The Virgin's son
Part One:
12 October 1561
"The Queen is delivered of a fair son,".
Words that had not been heard in England for almost quarter of a century were regarded as something of a miracle in London.
Within days the news was spread the length and breadth of the realm and was dispatched to royal court's across Europe.
The news was perhaps most urgently sent to the Scots court of Mary Stuart.
Mary, newly returned to the land of her birth, when informed of the birth is said to have wept "bitter tears" at the end of her hopes of the English crown but equally the young Queen took great delight in the gossip that Lord Robert Dudley, the Queen's favorite, was far more likely to be thought the father of the infant. Though she sent her "dear sister and nearest kinswoman" her "heartfelt joy" at the news and happily agreed to act as godmother to the infant Prince.

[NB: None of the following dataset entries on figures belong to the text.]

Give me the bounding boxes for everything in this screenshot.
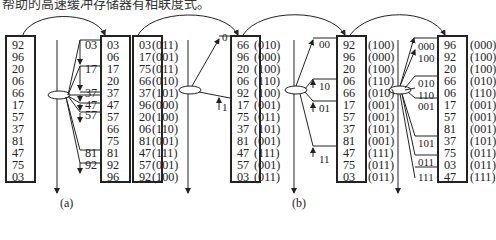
bucket-label: 100 [418, 52, 435, 64]
bucket-label: 01 [319, 102, 330, 114]
value: 03 [343, 171, 355, 184]
bucket-label: 111 [418, 171, 434, 183]
bucket-label: 10 [319, 80, 330, 92]
binary-code: (111) [470, 171, 496, 184]
value: 92 [139, 171, 151, 184]
bucket-label: 17 [85, 63, 97, 76]
value: 96 [107, 171, 119, 184]
bucket-label: 03 [85, 39, 97, 52]
value: 47 [444, 171, 456, 184]
bucket-label: 011 [418, 156, 434, 168]
bucket-label: 010 [418, 77, 435, 89]
value: 03 [237, 171, 249, 184]
caption-b: (b) [292, 196, 306, 211]
bucket-label: 92 [85, 159, 97, 172]
bucket-label: 001 [418, 100, 435, 112]
bucket-label: 101 [418, 137, 435, 149]
bucket-label: 0 [222, 31, 228, 43]
binary-code: (100) [152, 171, 178, 184]
value: 03 [12, 171, 24, 184]
bucket-label: 57 [85, 109, 97, 122]
bucket-label: 1 [222, 101, 228, 113]
bucket-label: 000 [418, 40, 435, 52]
binary-code: (011) [368, 171, 394, 184]
bucket-label: 00 [319, 38, 330, 50]
binary-code: (011) [254, 171, 280, 184]
bucket-label: 11 [319, 153, 330, 165]
caption-a: (a) [60, 196, 73, 211]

The Prince's name was also the source of much gossip with Henry widely predicted in honour of the Queen's father and grandfather, however it was finally confirmed on 14 October that his name would be Edward.
As he shared a birth date with his uncle Edward VI.

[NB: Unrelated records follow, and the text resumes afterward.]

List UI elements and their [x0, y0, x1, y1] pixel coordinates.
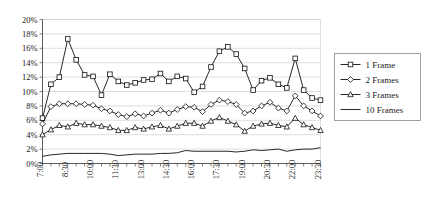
legend-marker-0	[348, 62, 353, 67]
series-2-point-2	[57, 122, 62, 127]
legend-label-2: 3 Frames	[366, 90, 400, 100]
series-0-point-26	[259, 78, 264, 83]
x-tick-label-11: 23:30	[313, 160, 323, 179]
series-0-point-24	[242, 66, 247, 71]
series-0-point-2	[57, 75, 62, 80]
chart-container: 0%2%4%6%8%10%12%14%16%18%20%7:008:3010:0…	[0, 0, 430, 207]
series-1-point-11	[132, 111, 138, 117]
series-0-point-19	[200, 84, 205, 89]
series-1-point-14	[158, 107, 164, 113]
x-tick-label-10: 22:00	[287, 160, 297, 179]
series-0-point-1	[49, 82, 54, 87]
series-2-point-27	[267, 120, 272, 125]
y-tick-label-8: 16%	[22, 43, 38, 53]
y-tick-label-2: 4%	[26, 130, 37, 140]
x-tick-label-1: 8:30	[60, 162, 70, 177]
series-0-point-16	[175, 74, 180, 79]
x-tick-label-5: 14:30	[161, 160, 171, 179]
series-1-point-12	[141, 113, 147, 119]
series-1-point-18	[191, 104, 197, 110]
legend-label-3: 10 Frames	[366, 105, 404, 115]
series-1-point-29	[284, 108, 290, 114]
series-2-point-30	[293, 115, 298, 120]
series-1-point-33	[318, 113, 324, 119]
series-0-point-15	[167, 79, 172, 84]
series-1-point-15	[166, 110, 172, 116]
series-0-point-31	[301, 88, 306, 93]
y-tick-label-1: 2%	[26, 144, 37, 154]
series-0-point-32	[310, 96, 315, 101]
series-1-point-25	[250, 108, 256, 114]
series-1-point-26	[259, 103, 265, 109]
y-tick-label-5: 10%	[22, 87, 38, 97]
series-0-point-3	[65, 37, 70, 42]
series-1-point-1	[48, 104, 54, 110]
series-1-point-0	[40, 121, 46, 127]
series-1-point-9	[115, 112, 121, 118]
series-1-point-13	[149, 110, 155, 116]
series-1-point-5	[82, 102, 88, 108]
series-0-point-11	[133, 81, 138, 86]
series-2-point-21	[217, 115, 222, 120]
x-tick-label-4: 13:00	[136, 160, 146, 179]
series-0-point-33	[318, 98, 323, 103]
series-0-point-22	[226, 45, 231, 50]
series-1-point-32	[309, 108, 315, 114]
series-0-point-21	[217, 49, 222, 54]
x-tick-label-8: 19:00	[237, 160, 247, 179]
series-0-point-14	[158, 71, 163, 76]
series-0-point-30	[293, 56, 298, 61]
series-1-point-16	[174, 107, 180, 113]
series-2-point-24	[242, 128, 247, 133]
line-chart: 0%2%4%6%8%10%12%14%16%18%20%7:008:3010:0…	[0, 0, 430, 207]
series-0-point-18	[192, 90, 197, 95]
series-0-point-25	[251, 88, 256, 93]
series-0-point-10	[124, 83, 129, 88]
series-0-point-5	[82, 73, 87, 78]
series-0-point-9	[116, 79, 121, 84]
series-2-point-4	[73, 120, 78, 125]
x-tick-label-2: 10:00	[85, 160, 95, 179]
series-1-point-22	[225, 99, 231, 105]
series-0-point-6	[91, 74, 96, 79]
x-tick-label-0: 7:00	[35, 162, 45, 177]
series-0-point-23	[234, 52, 239, 57]
series-2-point-31	[301, 122, 306, 127]
legend-label-1: 2 Frames	[366, 75, 400, 85]
series-1-point-21	[217, 97, 223, 103]
series-1-point-6	[90, 102, 96, 108]
series-0-point-4	[74, 58, 79, 63]
series-0-point-28	[276, 82, 281, 87]
x-tick-label-7: 17:30	[211, 160, 221, 179]
series-0-point-17	[183, 76, 188, 81]
x-tick-label-6: 16:00	[186, 160, 196, 179]
y-tick-label-9: 18%	[22, 29, 38, 39]
series-0-point-13	[150, 77, 155, 82]
series-1-point-17	[183, 104, 189, 110]
y-tick-label-10: 20%	[22, 15, 38, 25]
y-tick-label-4: 8%	[26, 101, 37, 111]
x-tick-label-3: 11:30	[110, 160, 120, 179]
series-2-point-1	[48, 127, 53, 132]
series-0-point-7	[99, 93, 104, 98]
series-1-point-27	[267, 99, 273, 105]
y-tick-label-7: 14%	[22, 58, 38, 68]
series-0-point-20	[209, 65, 214, 70]
series-2-point-11	[132, 125, 137, 130]
series-0-point-27	[268, 76, 273, 81]
series-2-point-14	[158, 122, 163, 127]
y-tick-label-3: 6%	[26, 115, 37, 125]
series-0-point-8	[108, 72, 113, 77]
series-1-point-10	[124, 114, 130, 120]
series-0-point-12	[141, 78, 146, 83]
y-tick-label-6: 12%	[22, 72, 38, 82]
series-0-point-29	[285, 86, 290, 91]
series-1-point-7	[99, 106, 105, 112]
series-1-point-8	[107, 108, 113, 114]
legend-label-0: 1 Frame	[366, 60, 396, 70]
x-tick-label-9: 20:30	[262, 160, 272, 179]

On the 17th October the Prince was christened in the chapel at St James, being declared Prince of Wales, Duke of Cornwall and Earl of Chester by the Garter King of Arms.
By tradition the Queen, who was described by her ladies as in perfect health, did not attend the lavish christening which was conducted by Archbishop Parker of Canterbury.
The first portrait of the Queen and her infant son was painted in the style of previous incarnations of the Mary with the Christ Child - but the Queen's husband is notably absent from the picture copies of which were widely distributed in the next few years.